Another take on The Great Divorce
Thanks for this post, Brent. I want to pick up on question 3 - about the possibility of grace extending beyond this life. Jurgen Moltmann makes a fascinating point about the Greek icons of The Harrowing of Hell, where Jesus is depicted leading a triumphal procession out of hell. His point (at least, as I took it to be!) is that the love of God in Jesus Christ refuses to be shut off or out by human refusal and continues as offer and invitation.
I read Good Friday as being the full and final human "No" to God that begins in the story of the Garden. Taking the parable of the vineyard owner, it seems to me that the crucifixion of Jesus (God incarnate) is our final refusal of God. Our world has no place for God. That is the significance of the crucifixion. Jesus weeps over Jerusalem because the inhabitants did not recognise their kairos - the time of God’s visitation. God visits, with a "final offer" and our "final word" is No. The death of Jesus is the nadir of human hope. It leaves us Godforsaken - by human choice.
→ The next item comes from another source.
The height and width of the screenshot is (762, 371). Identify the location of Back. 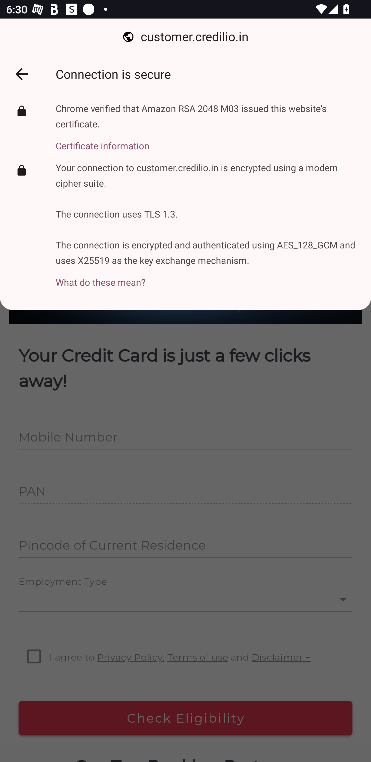
(21, 74).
Resurrection is God’s "final word". Out of the ashes of the death of everything - all hope, promise and possibility of salvation - God raises Jesus from the dead. Death is the telos of sin because it represents the ultimacy of human rejectoion of God. But the Last Word is not our rejection. There is another Word that God has still to speak - the word of forgiveness and resurrection.
If, therefore, human rejection of God in the killing of God’s son is not enough to cut us off ultimately from God, then neither is death. God’s offer of Life in Christ continues. As Paul says, not even death can cut us off from the love of God which is in Christ Jesus.
Let us assume, with Moltmann, that there is such a thing as hell - human lostness - which is about the voluntary self-cutting off of ourselves from God. But what, if for all eternity, God’s love is directed towards us? Then death is not the final point of decision. Like the characters in The Great Divorce, there is the possibility of changing one’s mind.
This answers, for me, the otherwise baffling question of "Where is Hell?" I don’t mean geographically: I mean what part of reality can be godforsaken for all eternity and allow God to be God? Isn’t to be God to "fill all things"? On my reading above, hell is not Godforsaken. That seems to me to be part of the enormous wonder of the resurrection: there is nowhere that is God-abandoned or a no-go for Christ.
These are just musings and puzzlings, and I’d like to know what others think.